Taking inspiration from propellers of a yacht viewed from beneath the waterline, Project Nightingale’s 24-inch wheels – the largest fitted to a Rolls-Royce yet, appear to be in continuous motion even when the motor car is stationary. Fine details to the wheel surface include subtle, machined stripes, creating the impression of wire wheel spokes moving at speed. To create a delicate sparke when each wheel turns, Rolls-Royce has also introduced aluminium flakes within the black finish.

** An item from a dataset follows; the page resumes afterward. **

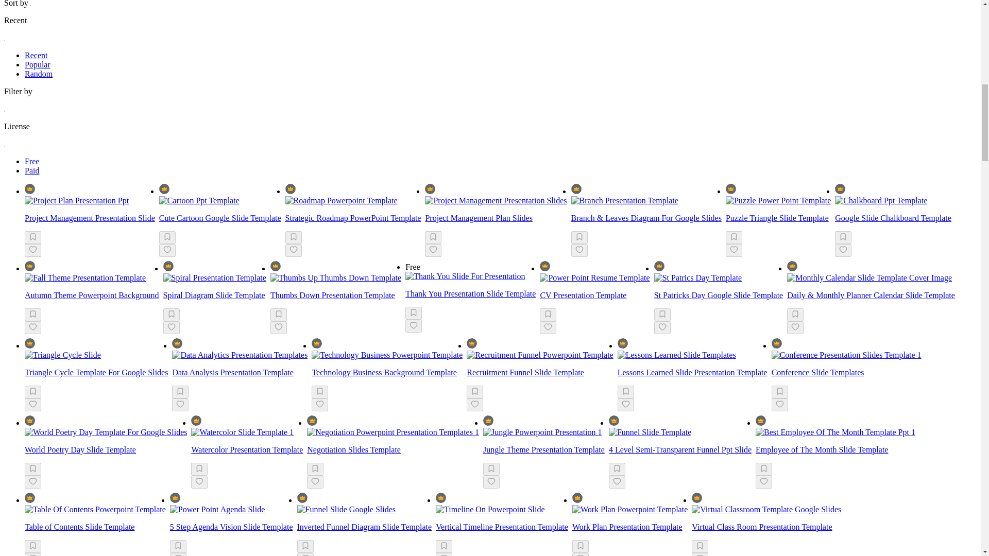 Image resolution: width=989 pixels, height=556 pixels. Describe the element at coordinates (33, 238) in the screenshot. I see `Add to collections` at that location.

At the rear, a second lower polished stainless-steel band positioned behind the centre of the rear wheels subtly recalls the gentle white water of a sailing yacht’s wake. The surfacing swells around the rear wheel arches, creating an impression of planted, muscular strength that balances the overall design’s grace, while they subtly contrast with the deck above – purposefully horizontal, with its form broken by two rear lamps. The striking design of the rear is further dramatised by the Piano Boot, which opens sideways on a cantilever, recalling the ceremony of a grand piano.

The fully electric drivetrain permits the enabling of the Aero Afterdeck – a bold lower transom diffuser, which ensures stability at high speed, and without the use of a spoiler, which allows Project Nightingale to retain its elegant form.



With the roof lowered, Rolls-Royce designers and engineers describe driving early Project Nightingale prototypes as a near-silent sensation. There is simply no wind or mechanical noise. The latter is thanks to the electric drivetrain. The roof itself combines unique sound-deadening material with fabric and exceptionally soft cashmere.

Upon opening the coach door, the armrest glides rearwards to reveal the Spirit of Ecstasy rotary controller. It operates with a tactile stainless-steel collar, formed with four grooves, which are a nod to contemporary haute joaillerie. Each groove is faceted and then glass-blasted, delicately subduing the controller’s high polish. The jewelled treatment extends throughout the interior, to the gear selector and remaining rotary controls.

With a touch of a button, the armrest slides further to reveal a concealed compartment for personal items. Adding further to the jewel-like accent, the Project Nightingale includes individual aluminium cupholders, which are machined from billet. Behind the seats, a hidden shelf incorporates space for hand luggage – fitting for a motorcar created for long, unhurried journeys.

The centrepiece of Project Nightingale’s interior is the Starlight Breeze suite –  a flowing constellation of ambient illumination comprising 10,500 individual ‘stars’ in three subtly varied sizes. Inspiration comes from the birdsong Rolls-Royce designers were able to hear with unusual clarity while driving an early prototype. They began to study recordings of nightingales and analysed the distinctive sound-wave patterns created by their song. The distinctive pattern translated into visual form, to envelope the car’s occupants.

Domagoj Dukec, Director of Design, Rolls-Royce Motor Cars remarked: “Project Nightingale is built on the design principles that define this marque at its most compelling – grand proportions, absolute surface discipline, and a clarity of line that rewards the closest attention. And yet, it takes them somewhere entirely new. For me, this landmark motor car feels both inevitable and completely unexpected, and it will shape everything that follows.”

The Project Nightingale will be limited to 100 client motor cars worldwide, with expected deliveries beginning from 2028.